The evaluations can then be used to determine what level of protection the body of water deserves. For example, if the survey determines – through interviews and a site visit – that few people swim or kayak on a given body of water, the state could classify it as secondary recreation and increase the amount of bacteria allowed.

Traditionally, the state has tried to get all streams up to a level considered safe for fishing and swimming. It’s called the “fishable/swimmable” standard and is favored by EPA. However, the federal agency does allow the states to create a tiered system of the sort TCEQ is proposing.

So far, the two agencies have come up with a list of 123 stream segments, from unnamed tributaries of obscure coastal bayous to a stretch of the mighty Brazos River above Possum Kingdom Reservoir. Most of the surveys are just beginning but TCEQ has already decided to downgrade portions of Whiteoak Bayou near downtown Houston.

State regulators stress that they are unlikely to tamper with popular lakes and rivers like the Guadalupe around New Braunfels, where thousands tube every year and water quality is good.

Many of the streams likely to be downgraded already have water quality problems or few powerful people to stand up for them. Ken Kramer, director of the Lone Star Chapter of the Sierra Club, calls it a “self-fulfilling prophecy”

“You allow a stream to be polluted and nobody wants to recreate in it.”

Backers of the new system argue that it’s a practical reflection of how rivers and lakes are actually used. Dickie Clark is a county commissioner in rural Hamilton County, where the Leon River runs thick with fecal matter from cattle operations.

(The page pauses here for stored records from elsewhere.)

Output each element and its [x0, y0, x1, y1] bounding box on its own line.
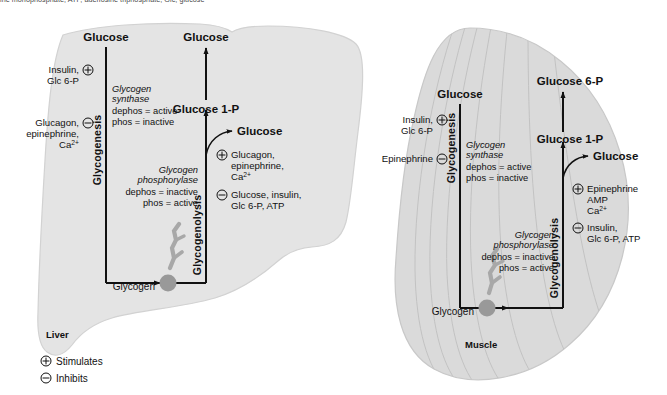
liver-glycogenolysis-stim-line1: Glucagon, — [231, 149, 275, 160]
muscle-glycogenesis-stim-line1: Insulin, — [403, 114, 433, 125]
liver-glycogenolysis-stim-line2: epinephrine, — [231, 160, 284, 171]
muscle-synthase-name-1: Glycogen — [466, 140, 505, 150]
legend: Stimulates Inhibits — [41, 356, 103, 384]
muscle-glycogenesis-stim-line2: Glc 6-P — [401, 125, 433, 136]
liver-phosphorylase-name-1: Glycogen — [159, 165, 198, 175]
muscle-glycogenolysis-inh-line2: Glc 6-P, ATP — [587, 233, 641, 244]
liver-phosphorylase-state-1: dephos = inactive — [125, 187, 198, 197]
legend-inhibits-label: Inhibits — [56, 373, 88, 384]
muscle-glycogenesis-label: Glycogenesis — [445, 113, 457, 184]
muscle-synthase-state-2: phos = inactive — [466, 173, 528, 183]
legend-stimulates-label: Stimulates — [56, 356, 103, 367]
muscle-glycogenolysis-stim-line2: AMP — [587, 194, 608, 205]
liver-glycogenesis-substrate: Glucose — [83, 31, 128, 43]
muscle-glycogen-label: Glycogen — [432, 306, 474, 317]
liver-glycogenesis-inh-line1: Glucagon, — [35, 117, 79, 128]
liver-glucose-1-p: Glucose 1-P — [173, 103, 240, 115]
liver-synthase-name-2: synthase — [112, 94, 149, 104]
liver-glycogen-label: Glycogen — [113, 281, 155, 292]
liver-synthase-state-2: phos = inactive — [112, 117, 174, 127]
muscle-free-glucose: Glucose — [593, 150, 638, 162]
glycogen-metabolism-figure: Glycogenesis Glycogenolysis Glucose Gluc… — [0, 0, 667, 395]
muscle-glycogenolysis-inh-line1: Insulin, — [587, 222, 617, 233]
muscle-phosphorylase-name-1: Glycogen — [515, 230, 554, 240]
muscle-glycogenesis-substrate: Glucose — [437, 88, 482, 100]
muscle-glycogenesis-inh-line1: Epinephrine — [382, 153, 433, 164]
liver-glycogenesis-stim-line2: Glc 6-P — [47, 75, 79, 86]
liver-glycogenolysis-inh-line2: Glc 6-P, ATP — [231, 200, 285, 211]
muscle-phosphorylase-state-1: dephos = inactive — [481, 252, 554, 262]
muscle-phosphorylase-state-2: phos = active — [499, 263, 554, 273]
muscle-synthase-name-2: synthase — [466, 150, 503, 160]
muscle-glycogenolysis-stim-line1: Epinephrine — [587, 183, 638, 194]
liver-phosphorylase-state-2: phos = active — [143, 198, 198, 208]
muscle-organ-label: Muscle — [465, 339, 497, 350]
liver-free-glucose: Glucose — [237, 125, 282, 137]
liver-glycogenesis-stim-line1: Insulin, — [49, 64, 79, 75]
liver-synthase-state-1: dephos = active — [112, 106, 177, 116]
liver-synthase-name-1: Glycogen — [112, 84, 151, 94]
muscle-glucose-1-p: Glucose 1-P — [537, 133, 604, 145]
muscle-synthase-state-1: dephos = active — [466, 162, 531, 172]
liver-phosphorylase-name-2: phosphorylase — [137, 175, 198, 185]
liver-glycogenolysis-inh-line1: Glucose, insulin, — [231, 189, 301, 200]
liver-glycogenesis-inh-line2: epinephrine, — [26, 128, 79, 139]
legend-inhibits-item: Inhibits — [41, 373, 88, 384]
liver-glycogenolysis-product: Glucose — [183, 31, 228, 43]
liver-organ-shape — [38, 23, 363, 355]
muscle-glycogenolysis-product: Glucose 6-P — [537, 75, 604, 87]
legend-stimulates-item: Stimulates — [41, 356, 103, 367]
muscle-phosphorylase-name-2: phosphorylase — [493, 240, 554, 250]
liver-organ-label: Liver — [46, 329, 69, 340]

He’s excited about the prospect of reclassifying the Leon as a secondary contact river.

“We’re spending millions of dollars trying to solve a problem that will have no tangible benefit to the people in the watershed,” said Clark. The bacteria standard, he complains, is based on the notion that people might swim in the Leon, though few do.

“There is absolutely no evidence that anybody is getting sick from coming into contact with what’s thought to be bacterially-impaired waters.”

There are also other water quality problems. The pH of Big Cypress Creek and Lake Caddo is too acidic, an indication of acid rain, according to environmental groups. Dangerous levels of mercury, largely from Texas’ coal-fired power plants, are found in the flesh of fish in Caddo Lake, Big Cypress Creek and Black Cypress Bayou.

In 2006, TCEQ completed a TMDL for Lake O’ the Pines that calls for a 57 percent reduction in phosphorus. But Lowerre says he’s seen little evidence that the plan’s been put into action. Caddo Lake has been on the impaired list for mercury and pH since 1996 and for low dissolved oxygen since 2000 but no TMDL has been prepared.

“Instead of solving these problems, which means taking on big agricultural interests, they are changing the numbers,” says Lowerre.

In parts of the Cypress basin, TCEQ would like to allow the dissolved oxygen standard to drop as low as 1.5 milligrams per liter of water during any 24-hour period. The current standard is no less than 4 mg/L.

The new standard is dangerously low and could lead to fish kills, according to the Caddo Lake Institute. None of the state neighboring Texas allows oxygen levels to drop to 1.5 mg/L.

But Aaron Wendt, the watershed planning coordinator for the Texas Soil and Water Conservation Board, argues that the new standard simply reflects natural conditions and won’t hurt fish. “In those slow, sluggish East Texas swamp-like environments the plant and animal life has evolved to that level of dissolved oxygen,” said Wendt.

TCEQ is also proposing to allow for lower pH levels (more acidic conditions) in the Cypress basin. The agency, again, assumes that the Cypress basin is naturally acidic based on data it collected over two years – an assertion that Caddo Lake Institute counters with its own findings indicating increasing acidity in the area traceable to sulfates from air pollution.

“This is TCEQ trying to create a process to remove segments from the impaired list,” said Lowerre. “If they get this working, I’m sure they’ll use it all over East Texas.”